> _Brief_: Set down every line from the one containing "Locate an element on the screen. The" through the last line of the records below, exactly as written, and leave out the pictures.

(Extracted records)

___

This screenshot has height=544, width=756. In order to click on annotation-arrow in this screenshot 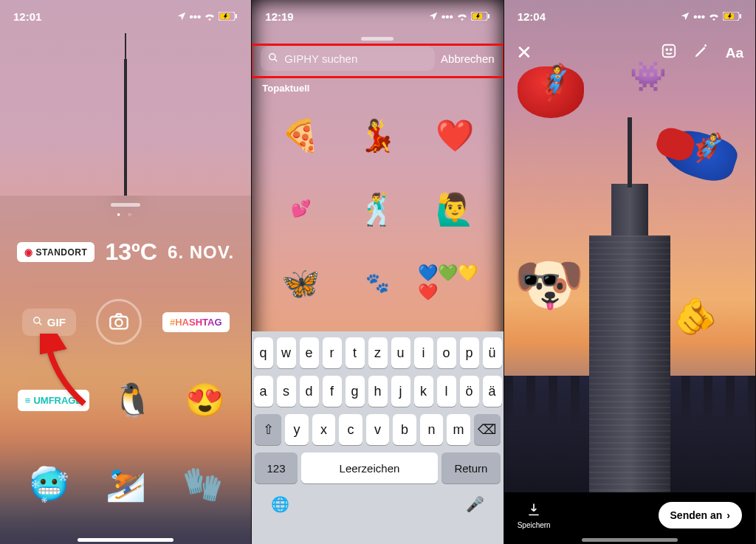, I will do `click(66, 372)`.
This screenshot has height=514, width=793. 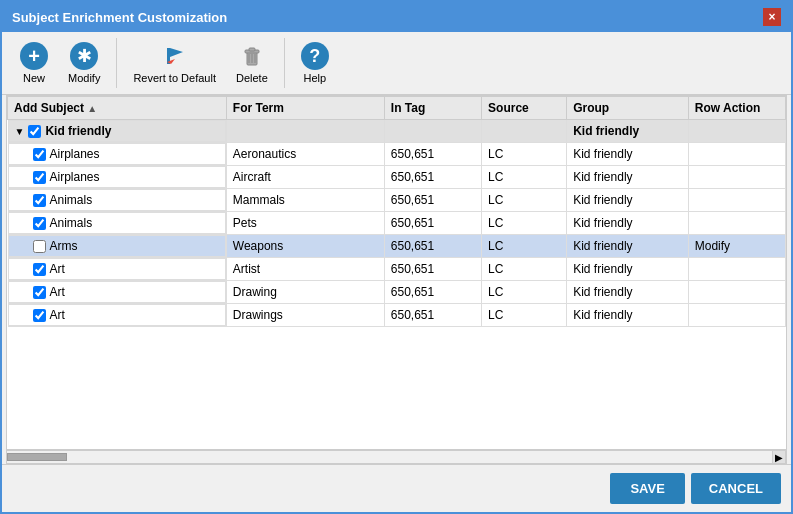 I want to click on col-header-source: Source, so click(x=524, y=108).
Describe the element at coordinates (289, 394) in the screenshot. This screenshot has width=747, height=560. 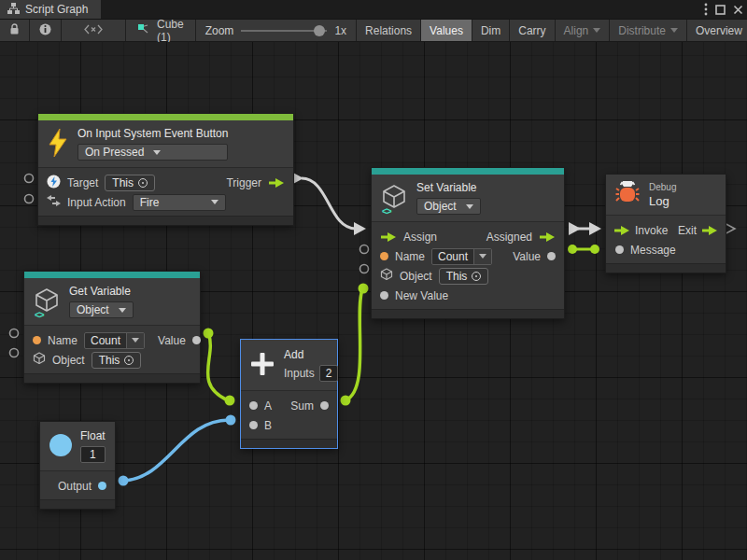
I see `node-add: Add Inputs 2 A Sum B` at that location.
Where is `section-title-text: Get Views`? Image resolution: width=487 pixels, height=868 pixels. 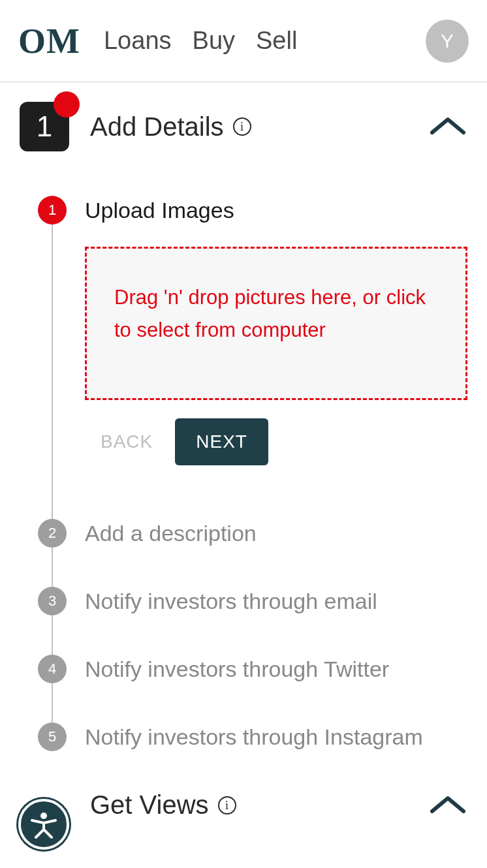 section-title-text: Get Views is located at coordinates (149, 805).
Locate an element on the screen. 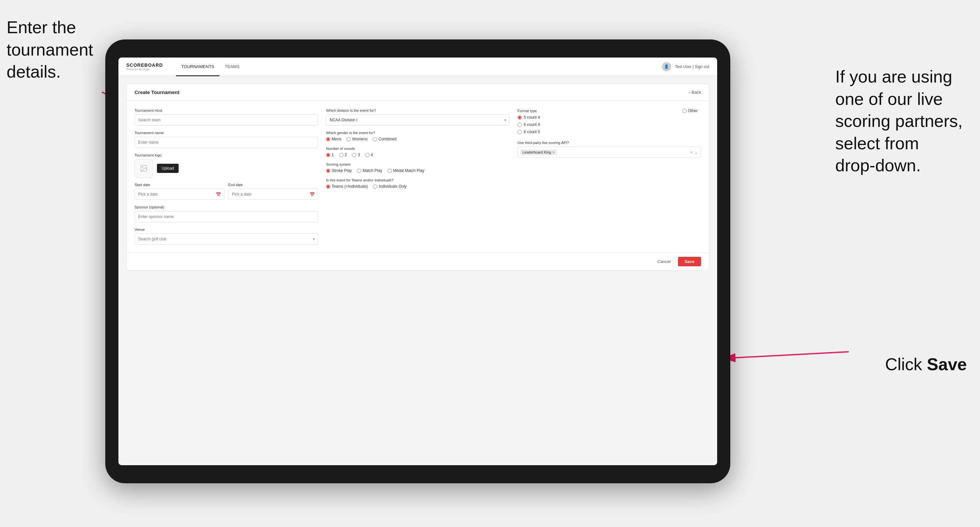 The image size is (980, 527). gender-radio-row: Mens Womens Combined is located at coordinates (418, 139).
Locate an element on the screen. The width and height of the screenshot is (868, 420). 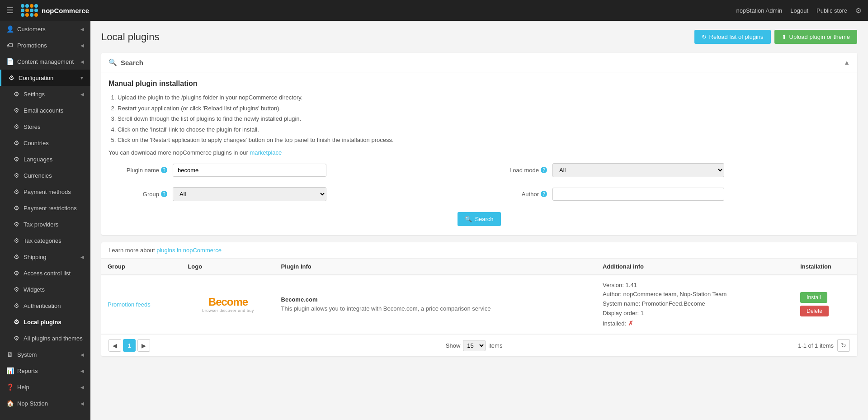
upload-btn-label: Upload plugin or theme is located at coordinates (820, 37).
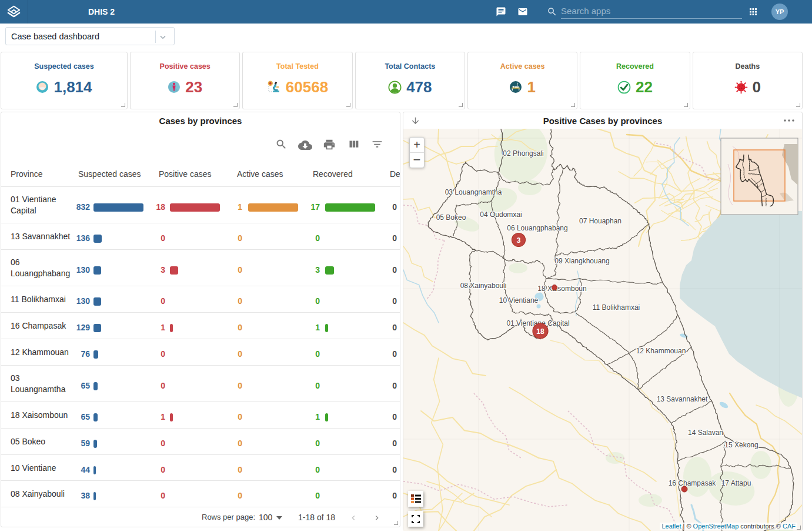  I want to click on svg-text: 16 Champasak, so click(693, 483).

___

> _Finished task_:
Locate an element on the screen. The width and height of the screenshot is (868, 420). 
upload-btn-label: Upload plugin or theme is located at coordinates (820, 37).
  I want to click on svg-text: 16 Champasak, so click(693, 483).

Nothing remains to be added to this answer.